INSIGHT: Five Quick Takes from CXC’s Inaugural Symposium

On June 18, more than 120 leaders from industry, government, and the broader critical infrastructure community gathered in Washington, D.C., for CXC's inaugural Cross-Sector Symposium.

Conversations spanned artificial intelligence, supply chains, emergency response and interdependencies, unmanned aircraft systems (UAS), and cross-sector collaboration. While each panel explored a different topic, many arrived at the same conclusions. Here are five themes that surfaced repeatedly.

1. The biggest knowledge gap isn't inside your organization—it's at the seams between organizations.

Organizations generally understand the systems they own. What they struggle to understand are the cascading impacts when another sector experiences disruption and when the services they rely on become unavailable. Whether discussing AI, emergency response, or supply chains, experts repeatedly returned to the same challenge: resilience increasingly depends on understanding not just your own operations, but everyone else's dependencies on them—and yours on theirs. Some examples:

  • Many facilities, from hospitals to data centers, rely on backup generators and fuel supply contracts that guarantee prioritization. But if there are only one or two suppliers in an area, when a widescale incident (say, a hurricane) takes out multiple sites, prioritization cannot be guaranteed.

  • The next frontier in supply chain resilience isn't Tier 1 suppliers—it's understanding the dependencies that exist beyond them: the supplier’s supplier and beyond. Unknown sub-tier relationships continue to surprise organizations during disruptions, and some companies are mapping out second and third tier supply chains in order to prepare.

2. Relationships are an operational capability.

One of the strongest messages from participants was that resilience depends as much on relationships as it does on technology. Trusted relationships enable organizations to share information more quickly, coordinate more effectively during incidents, and solve problems collaboratively before they become crises. Those relationships cannot be built during an emergency; they must be established beforehand.

Throughout the symposium, experts repeatedly highlighted 1) the value of bringing together practitioners who might not otherwise have opportunities to engage with one another in order to build trust and 2) the need for different sectors and job roles to learn to speak each other’s language…perhaps not fluently, but well enough to work together – before a crisis occurs.

3. Practitioners want practical solutions, not just more reports and technology tools.

Across every panel, attendees emphasized the need for practical, operational guidance – and in some cases, the simpler the better.

Organizations are looking for:

  • Proven practices

  • Templates and playbooks

  • Exercises

  • Case studies

  • Examples of what works

While frameworks and policy remain important, participants consistently expressed a desire for resources that help them implement resilience strategies within their own organizations. Another point surfaced repeatedly: organizations don't necessarily need more guidance—they need help finding and applying the guidance that already exists. In other words, members aren't asking CXC to reinvent the wheel. They're asking us to help identify which wheels actually work. CXC has heard the message loud and clear: curate, don't duplicate.

4. When it comes to AI, existing security frameworks can be adapted, not just replaced. 

Artificial intelligence generated some of the day's most active discussion.  Acknowledging that hosting AI in our critical systems is no longer a “choice,”, conversations focused on how organizations can adopt the technology responsibly while managing new operational risks and dependencies. Many noted that existing cybersecurity and risk management principles remain highly relevant—they simply need to be adapted for rapidly evolving technologies. Participants discussed the importance of establishing governance, clarifying accountability, and translating technical AI issues into practical decisions for executives and operators. Perhaps the bigger challenge isn't technical—it's organizational. Who owns AI risk? Who decides what's acceptable? And how do technical experts translate AI risks into decisions executives can act on?

5. Cross-sector thinking is a must-have in resilience planning.

Perhaps the clearest takeaway from the symposium was that no single organization—or even a single sector—can solve today's resilience challenges alone. Participants repeatedly identified opportunities to strengthen collaboration across and between industry, government, and academia while improving communication across critical infrastructure sectors.


In the coming weeks, CXC will be hosting a follow-up session with sponsors and board members to identify and prioritize projects in the cross-sector space. A full report on the symposium will be available for CXC members.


TASK DETAILS -
State how many lines of the entries hold the string "Madhya". Reply with the number alone.

Collection entries -
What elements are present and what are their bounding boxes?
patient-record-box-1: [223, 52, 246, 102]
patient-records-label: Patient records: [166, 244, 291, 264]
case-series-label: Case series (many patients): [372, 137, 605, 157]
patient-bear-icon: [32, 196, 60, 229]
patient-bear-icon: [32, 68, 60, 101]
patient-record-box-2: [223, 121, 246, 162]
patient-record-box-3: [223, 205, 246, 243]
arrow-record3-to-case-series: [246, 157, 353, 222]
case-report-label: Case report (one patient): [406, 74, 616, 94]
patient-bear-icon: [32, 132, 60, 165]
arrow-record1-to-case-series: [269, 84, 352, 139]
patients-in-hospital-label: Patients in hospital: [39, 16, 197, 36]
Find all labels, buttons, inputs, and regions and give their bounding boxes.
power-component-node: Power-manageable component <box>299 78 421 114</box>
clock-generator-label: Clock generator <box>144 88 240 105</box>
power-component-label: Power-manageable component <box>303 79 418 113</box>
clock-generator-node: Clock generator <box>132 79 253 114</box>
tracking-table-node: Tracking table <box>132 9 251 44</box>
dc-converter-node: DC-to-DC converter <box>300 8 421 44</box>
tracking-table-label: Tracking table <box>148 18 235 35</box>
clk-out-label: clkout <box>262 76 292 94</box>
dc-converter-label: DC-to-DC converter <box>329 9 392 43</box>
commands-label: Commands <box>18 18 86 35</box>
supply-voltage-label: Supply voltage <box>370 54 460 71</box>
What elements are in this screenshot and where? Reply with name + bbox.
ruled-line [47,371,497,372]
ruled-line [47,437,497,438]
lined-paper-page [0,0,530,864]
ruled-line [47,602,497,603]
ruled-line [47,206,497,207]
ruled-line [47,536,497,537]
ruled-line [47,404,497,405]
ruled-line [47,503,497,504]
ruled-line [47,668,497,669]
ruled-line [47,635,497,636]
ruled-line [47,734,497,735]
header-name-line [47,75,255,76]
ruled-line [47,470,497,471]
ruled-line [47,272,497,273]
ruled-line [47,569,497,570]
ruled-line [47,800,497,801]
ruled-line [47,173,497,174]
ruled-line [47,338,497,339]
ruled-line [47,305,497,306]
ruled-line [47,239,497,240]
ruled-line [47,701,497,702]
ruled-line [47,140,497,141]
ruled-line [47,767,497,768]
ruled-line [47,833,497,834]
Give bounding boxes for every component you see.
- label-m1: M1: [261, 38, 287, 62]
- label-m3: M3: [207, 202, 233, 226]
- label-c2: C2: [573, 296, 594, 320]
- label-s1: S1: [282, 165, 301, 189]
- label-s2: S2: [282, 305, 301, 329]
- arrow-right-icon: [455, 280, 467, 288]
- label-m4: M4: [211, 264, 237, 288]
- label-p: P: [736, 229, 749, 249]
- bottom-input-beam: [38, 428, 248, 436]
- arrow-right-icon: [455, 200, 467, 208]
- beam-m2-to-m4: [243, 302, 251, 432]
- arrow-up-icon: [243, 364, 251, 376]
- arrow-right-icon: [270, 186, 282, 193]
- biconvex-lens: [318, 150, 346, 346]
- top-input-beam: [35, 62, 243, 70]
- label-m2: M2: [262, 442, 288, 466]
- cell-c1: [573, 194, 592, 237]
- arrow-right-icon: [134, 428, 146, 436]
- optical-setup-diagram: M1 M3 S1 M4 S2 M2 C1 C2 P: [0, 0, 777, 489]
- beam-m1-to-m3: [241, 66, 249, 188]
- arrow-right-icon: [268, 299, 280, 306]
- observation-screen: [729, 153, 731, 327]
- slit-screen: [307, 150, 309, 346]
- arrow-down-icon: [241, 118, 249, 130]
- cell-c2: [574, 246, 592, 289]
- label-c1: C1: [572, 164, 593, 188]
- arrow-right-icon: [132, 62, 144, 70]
--
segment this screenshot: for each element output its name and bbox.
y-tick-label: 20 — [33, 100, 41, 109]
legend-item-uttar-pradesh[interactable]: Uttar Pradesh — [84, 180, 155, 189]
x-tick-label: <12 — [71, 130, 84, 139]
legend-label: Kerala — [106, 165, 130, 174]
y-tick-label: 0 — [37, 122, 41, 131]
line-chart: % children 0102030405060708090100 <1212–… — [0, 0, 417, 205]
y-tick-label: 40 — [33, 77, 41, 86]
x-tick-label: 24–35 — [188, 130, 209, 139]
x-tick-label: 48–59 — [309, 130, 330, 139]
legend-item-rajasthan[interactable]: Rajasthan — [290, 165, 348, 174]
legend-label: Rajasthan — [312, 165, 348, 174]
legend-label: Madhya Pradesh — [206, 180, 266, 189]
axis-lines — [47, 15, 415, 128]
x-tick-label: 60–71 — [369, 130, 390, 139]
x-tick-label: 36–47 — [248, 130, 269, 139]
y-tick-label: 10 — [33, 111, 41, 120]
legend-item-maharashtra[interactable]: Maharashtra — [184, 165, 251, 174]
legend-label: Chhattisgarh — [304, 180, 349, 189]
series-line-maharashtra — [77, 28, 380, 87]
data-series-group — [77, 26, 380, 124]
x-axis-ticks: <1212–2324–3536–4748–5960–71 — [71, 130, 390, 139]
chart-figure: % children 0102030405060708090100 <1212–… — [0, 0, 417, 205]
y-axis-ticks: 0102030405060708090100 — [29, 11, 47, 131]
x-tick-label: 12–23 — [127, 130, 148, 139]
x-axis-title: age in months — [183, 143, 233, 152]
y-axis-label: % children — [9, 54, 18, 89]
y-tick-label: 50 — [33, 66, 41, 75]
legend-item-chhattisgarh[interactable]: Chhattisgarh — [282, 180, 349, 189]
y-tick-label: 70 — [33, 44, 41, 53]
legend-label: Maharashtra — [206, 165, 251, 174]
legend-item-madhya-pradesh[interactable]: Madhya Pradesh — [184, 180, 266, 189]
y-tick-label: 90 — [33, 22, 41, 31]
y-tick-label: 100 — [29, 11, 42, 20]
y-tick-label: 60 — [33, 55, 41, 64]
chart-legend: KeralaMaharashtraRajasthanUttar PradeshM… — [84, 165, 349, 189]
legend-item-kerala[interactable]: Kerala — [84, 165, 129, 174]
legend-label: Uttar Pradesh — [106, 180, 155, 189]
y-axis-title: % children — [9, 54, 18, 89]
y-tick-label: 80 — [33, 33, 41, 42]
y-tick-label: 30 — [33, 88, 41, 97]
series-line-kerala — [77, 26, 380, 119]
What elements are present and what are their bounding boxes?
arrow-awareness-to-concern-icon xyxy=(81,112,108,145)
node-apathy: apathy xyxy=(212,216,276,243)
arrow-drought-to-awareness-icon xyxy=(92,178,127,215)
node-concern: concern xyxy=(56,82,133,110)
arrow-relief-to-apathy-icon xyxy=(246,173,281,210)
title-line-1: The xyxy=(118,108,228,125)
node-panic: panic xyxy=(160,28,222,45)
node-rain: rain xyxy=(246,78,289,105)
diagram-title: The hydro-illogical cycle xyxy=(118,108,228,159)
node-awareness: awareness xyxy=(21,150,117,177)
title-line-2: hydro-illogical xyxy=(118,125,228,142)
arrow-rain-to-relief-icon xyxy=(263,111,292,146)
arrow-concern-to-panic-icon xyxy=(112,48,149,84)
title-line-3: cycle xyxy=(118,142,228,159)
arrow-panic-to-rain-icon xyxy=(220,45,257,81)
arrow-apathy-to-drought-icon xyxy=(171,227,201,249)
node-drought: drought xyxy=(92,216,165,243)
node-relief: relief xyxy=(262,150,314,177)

ANSWER FOR THIS EXERCISE -
2